The long march of January 2026 was therefore unlike any other protest in its rekindling of a democratic assertion, the only weapon of the masses when the State reneges on its assurances time and again. Led by the Communist Party of India (Marxist) and its peasant front, the All India Kisan Sabha (AIKS), the protestors in this year’s adivasi-mazdoor-kisan march came from across northern Maharashtra’s hamlets and villages.
It followed on the heels of a massive rally mobilised by the AIKS on 21 January. More than 50,000 tribal poor marched from the village of Charoti to the district collectorate’s office in Palghar. When the district collector assured them that all promises except those that needed ratification by the state government would be fulfilled, they resolved to march to Mumbai. Assembling in Nashik, they spent Republic Day on the national highway.
Their demands included the granting of community and individual forest rights, regularisation of their land pattas, supply of potable drinking water, uninterrupted electricity to their villages, access to quality education, the earnest implementation of existing laws and the reinstatement of the recently annulled Mahatma Gandhi National Rural Employment Guarantee Act (MGNREGA). As one protestor put it: “That guarantee is our lifeline.”
In the winter session of Parliament, the Central government made structural changes and renamed MGNREGA as the Viksit Bharat Guarantee for Rozgar and Ajeevika Mission Gramin (VB-GRAMG), reneging on a legal guarantee for work and placing the bulk of the burden of financing the scheme on the shoulders of state governments.
“Only changing the name is not enough,” Sakharam Kharpade (45) from Murbad village told the People’s Archive of Rural India (PARI). “There are more people in need of work and wages, but fewer villagers get work — maybe five or six at a time, out of hundreds.”
PARI reported one of the protestors on the Palghar march, Lakshmi Dattu Boba, as saying: “Forget the whole year, we don’t get work… for a day.” She, for one, would not shy away from taking to the streets again, if their demands remained unmet.
On 27 January, a delegation met chief minister Devendra Fadnavis in Mumbai. In a meeting that lasted over two hours, Fadnavis provided point-by-point assurances that every single demand would be fulfilled within a three-month timeframe.
Dr Ajit Nawale of the AIKS told protestors that the CM had promised “all forest rights claims will be re-examined” to correct past injustices arising from incorrect departmental reports. It is a fact borne out by data that barring Gadchiroli and some other regions of eastern Maharashtra, the implementation of the Forest Rights Act (FRA) in the state remains a non-starter, facing as it does stiff resistance from the department of forests.
The march was called off, but the accumulation of unaddressed grievances, the routine failure of governance and the insensitivity and inaccessibility of bureaucracy were repeatedly highlighted. The protestors affirmed their future course will depend on whether Fadnavis’ assurances translate into action. If not, they will march again.

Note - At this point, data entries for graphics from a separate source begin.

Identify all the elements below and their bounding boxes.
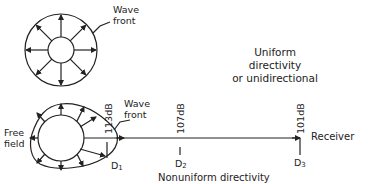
wave-diagram-graphic	[0, 0, 368, 184]
level-101db: 101dB	[295, 103, 306, 134]
wave-front-label-line1: Wave	[124, 98, 150, 109]
uniform-directivity-title: Uniform directivity or unidirectional	[215, 46, 335, 85]
inner-source-circle	[48, 37, 74, 63]
free-field-label: Free field	[4, 127, 25, 149]
uniform-source-diagram	[25, 14, 110, 86]
nonuniform-directivity-title: Nonuniform directivity	[158, 172, 270, 183]
distance-d2: D2	[175, 158, 187, 172]
wave-front-label-line2: front	[113, 15, 139, 26]
distance-d3: D3	[294, 157, 306, 171]
distance-d1: D1	[111, 160, 123, 174]
wave-front-leader-line	[93, 22, 110, 33]
wave-front-label-top: Wave front	[113, 4, 139, 26]
nonuniform-source-diagram	[30, 104, 300, 170]
receiver-label: Receiver	[311, 131, 354, 142]
wave-front-label-line1: Wave	[113, 4, 139, 15]
wave-front-label-line2: front	[124, 109, 150, 120]
title-line3: or unidirectional	[215, 72, 335, 85]
title-line2: directivity	[215, 59, 335, 72]
level-113db: 113dB	[103, 103, 114, 134]
free-field-line1: Free	[4, 127, 25, 138]
free-field-line2: field	[4, 138, 25, 149]
level-107db: 107dB	[175, 103, 186, 134]
title-line1: Uniform	[215, 46, 335, 59]
wave-front-leader-line-2	[114, 120, 130, 130]
wave-front-label-bottom: Wave front	[124, 98, 150, 120]
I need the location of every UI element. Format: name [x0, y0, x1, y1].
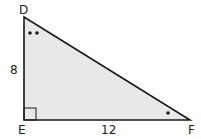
vertex-label-f: F [188, 124, 195, 136]
side-label-ef: 12 [101, 124, 116, 136]
triangle-def [24, 17, 190, 120]
vertex-label-d: D [19, 4, 28, 16]
side-label-de: 8 [10, 64, 18, 76]
angle-f-dot [166, 111, 170, 115]
angle-d-dot-2 [35, 31, 39, 35]
vertex-label-e: E [18, 124, 26, 136]
angle-d-dot-1 [28, 31, 32, 35]
triangle-figure [0, 0, 201, 139]
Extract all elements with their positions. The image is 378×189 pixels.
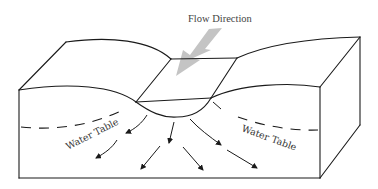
- water-table-line: [21, 109, 318, 130]
- groundwater-flow-arrows: [96, 102, 257, 170]
- flow-direction-arrow-icon: [176, 28, 222, 76]
- water-table-label-right: Water Table: [240, 123, 298, 153]
- losing-stream-diagram: Flow Direction: [0, 0, 378, 189]
- flow-direction-label: Flow Direction: [188, 13, 253, 24]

The recent padayatra also served as a reminder that those who produce our food, steward our forests and sustain rural communities are not to be invisiblised — they are central actors in our economy. Even the route — the long stretch of highway connecting rural Nashik to metropolitan Mumbai — symbolised the socio-economic distance between policy pronouncements and their reality at the grassroot level.
Both the FRA and the Panchayat (Extension to Scheduled Areas) Act were designed to shift power back to tribal and traditional forest-dwelling communities and extend meaningful local governance, but their spirit has been annulled by the State’s refusal to loosen its control over these precious resources. As a result, decades after these laws were passed, implementation remains shoddy, contested and slow.
Former MLA and CPI(M) leader Jeeva Gavit reminded people that the 2026 march merely sought enforcement of rights already on statutes, and noted that earlier meetings with officials — in 2018, 2019 and even as recently as 2023 — did not yield tangible results. Can Fadnavis be trusted to deliver this time?